21 Chump Street” opens on an empty stage set with seven chairs, a desk and lamp to stage far right, and a seven-person band to stage far left. It’s a 15-minute musical directed by Ryan Dobrin ’18 and set in a vast, chaotic, and silly world full of death and suffering. 

“21 Chump Street” was written by Wesleyan theater scion Lin-Manuel Miranda ’02, based off of a 2011 “This American Life” story about a high school kid named Justin who fell in love with an undercover police officer. He set out on one of those madcap, high-and-low searches to get her some marijuana, and ended up getting arrested and having his whole future derailed. This event inspired the penning of “21 Chump Street,” which was performed at a This American Life” live show.

There’s something kind of beautiful and magnificent about the play’s topic, which I don’t need to point out and seems quite silly at first glance. It’s therefore even more exciting that the musical itself is pervaded by a genuine goodheartedness and searching empathy buried within all the mawkishly endearing cleverness which is part and parcel with the conceit of the term “15-minute musical.” The musical is about martyring a boy. It articulates a sharp perspective on marijuana legislation while operating from a vigorously emotional and theatrical perspective.

In the midst of the recent “Hamilton” craze, Dobrin found a link to the script and immediately loved it. He had never directed before, and he decided this was the project he’d use to crash-course himself through the directing process. His chief collaborator was stage manager Natalie May ’18, who he met through last semester’s Sweeney Todd production, in which they both acted.

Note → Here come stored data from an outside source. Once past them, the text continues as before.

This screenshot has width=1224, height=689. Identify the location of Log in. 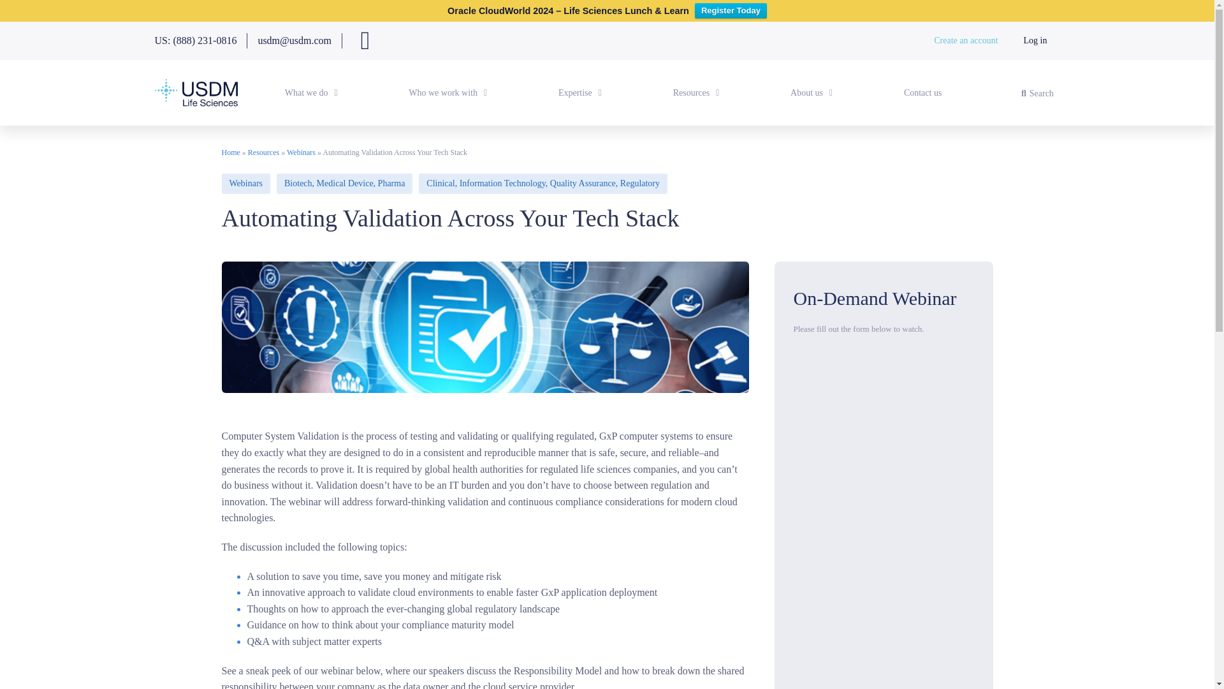
(1036, 41).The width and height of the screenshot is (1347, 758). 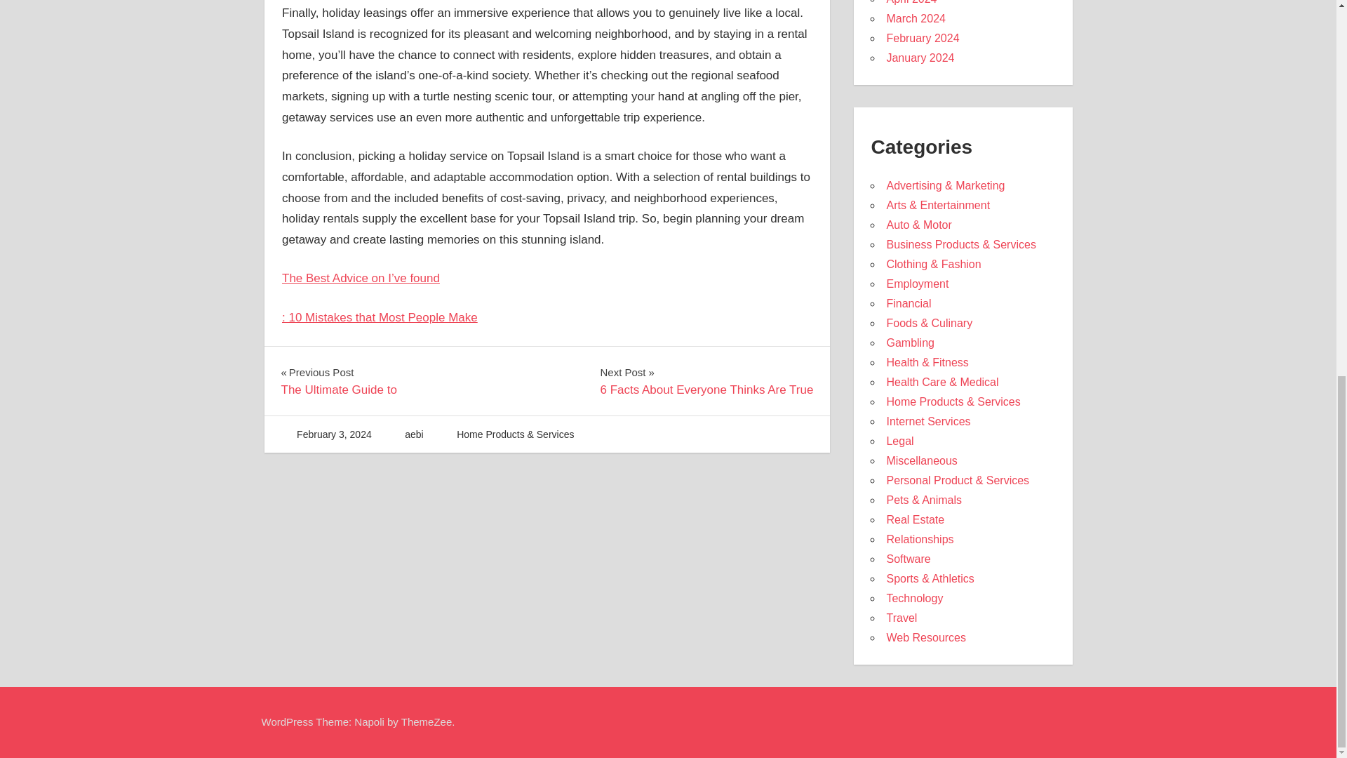 I want to click on January 2024, so click(x=909, y=342).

I chatted with both Dobrin and May on a couple of busted-up sofas in a green room underneath the ’92 Theater. The two clearly complement each other well as collaborators: Dobrin is energetic and impassioned, while May is calm and collected. Both were drawn to the play because of its combination of extreme brevity and intense emotion, which generates a gripping, pressure-cooker atmosphere, both onstage and off.This is both May and Dobrin’s first time taking on dominant, behind-the-scenes roles in a theater production. 

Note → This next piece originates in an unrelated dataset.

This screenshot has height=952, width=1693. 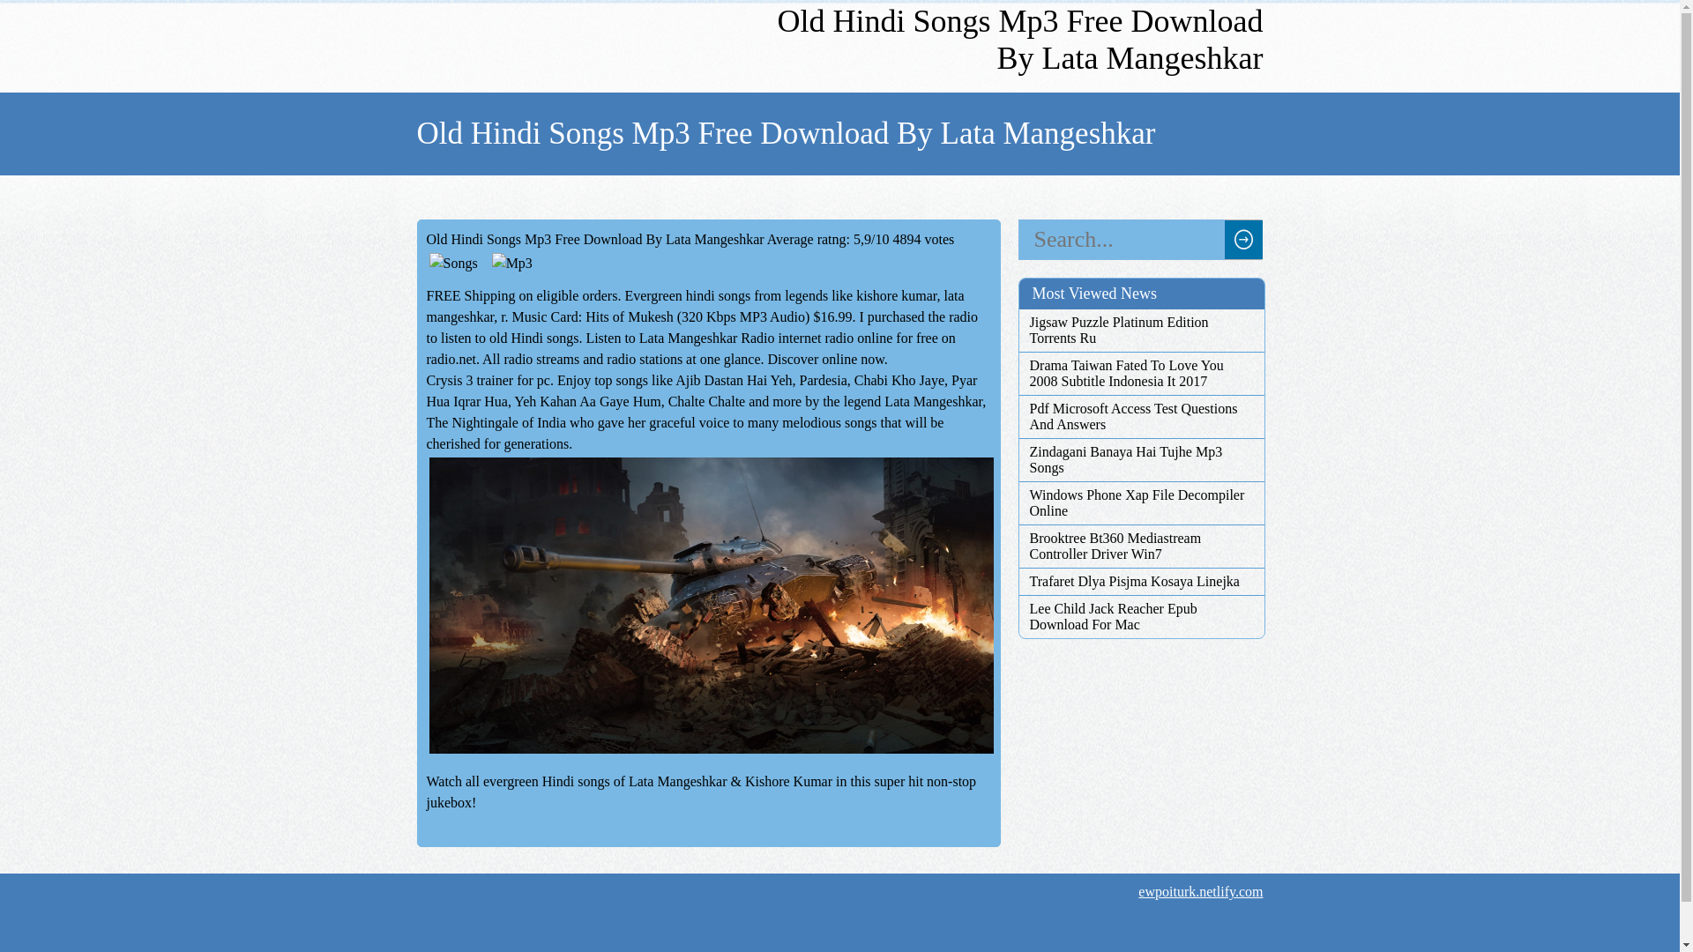 What do you see at coordinates (1141, 582) in the screenshot?
I see `Trafaret Dlya Pisjma Kosaya Linejka` at bounding box center [1141, 582].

Built into the show is the allure of bringing the work of a previous University theater phenom back to its roots. Of Miranda’s original script, May said, “I think it’s really neat to uncover someone’s little gems, to take this script that comes from a real life and then to make it our own.” Dobrin also pointed out that the first production of Miranda’s “In the Heights” first show was performed in the ’92 theater. “This is what Lin-Manuel Miranda comes from,” he exclaimed. 

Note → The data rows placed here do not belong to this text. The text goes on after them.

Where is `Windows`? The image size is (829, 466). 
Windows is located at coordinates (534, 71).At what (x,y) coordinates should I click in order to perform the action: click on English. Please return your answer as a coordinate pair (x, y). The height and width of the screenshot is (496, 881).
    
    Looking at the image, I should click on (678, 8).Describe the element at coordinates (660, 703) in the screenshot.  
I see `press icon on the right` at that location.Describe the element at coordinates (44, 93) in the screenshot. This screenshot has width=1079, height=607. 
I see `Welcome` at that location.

Dobrin and May’s goal was to create a show that looks and feels as if it were created with only as much time as was absolutely necessary. It was cast two and a half weeks ago, the first rehearsal taking place immediately after casting. Likewise, production was brief, fast paced, and intense, taking place over a couple weeks and requiring an incredible commitment from their actors, designers, costumers, and tech crew. Set designer Nicole Boyd ’18 recalls her fascination with how quickly and extraordinarily the piece came together.

“Because it was a pretty minimalist set, my role in the production was pretty limited, but I had the good fortune of going to a bunch of rehearsals and seeing the cast and everyone else involved put together this short but sweet production in such a limited time,” she said. “I’m very impressed with them, and they’re all my role models. And I want them to teach me the choreography.”

When you talk to Dobrin about the project, you notice his enthusiasm, how much he leans into the goals of taking this project and making it well-acted, sharp, and believable.

And what’s surprising is that it is. For the first five minutes or so of the show, the viewer is really only engaged on the surface — these are college students singing and dancing and performing various high school antics. But then the show hooks you. It works because there’s never any flinching from the emotional stakes, never any winking at the flamboyant nature of “musical” as medium. Like Dobrin himself, the show leans hard into its goals, and this earnestness of intent buoys the viewer along.

The show also moves so quickly that there’s no time to not be invested. The restricted space of 15 minutes presents an interesting conundrum–the problem of how to capture an audience, to keep them engaged so they walk away with something. It’s the question of how to cut deep in 15 minutes. The musical format operates on a heightened, emotional plane that universalizes Justin’s strife and generates a meaningful and compelling piece of art.

In short, “21 Chump Street” is excellent, because it succeeds in being exactly what it wants to be.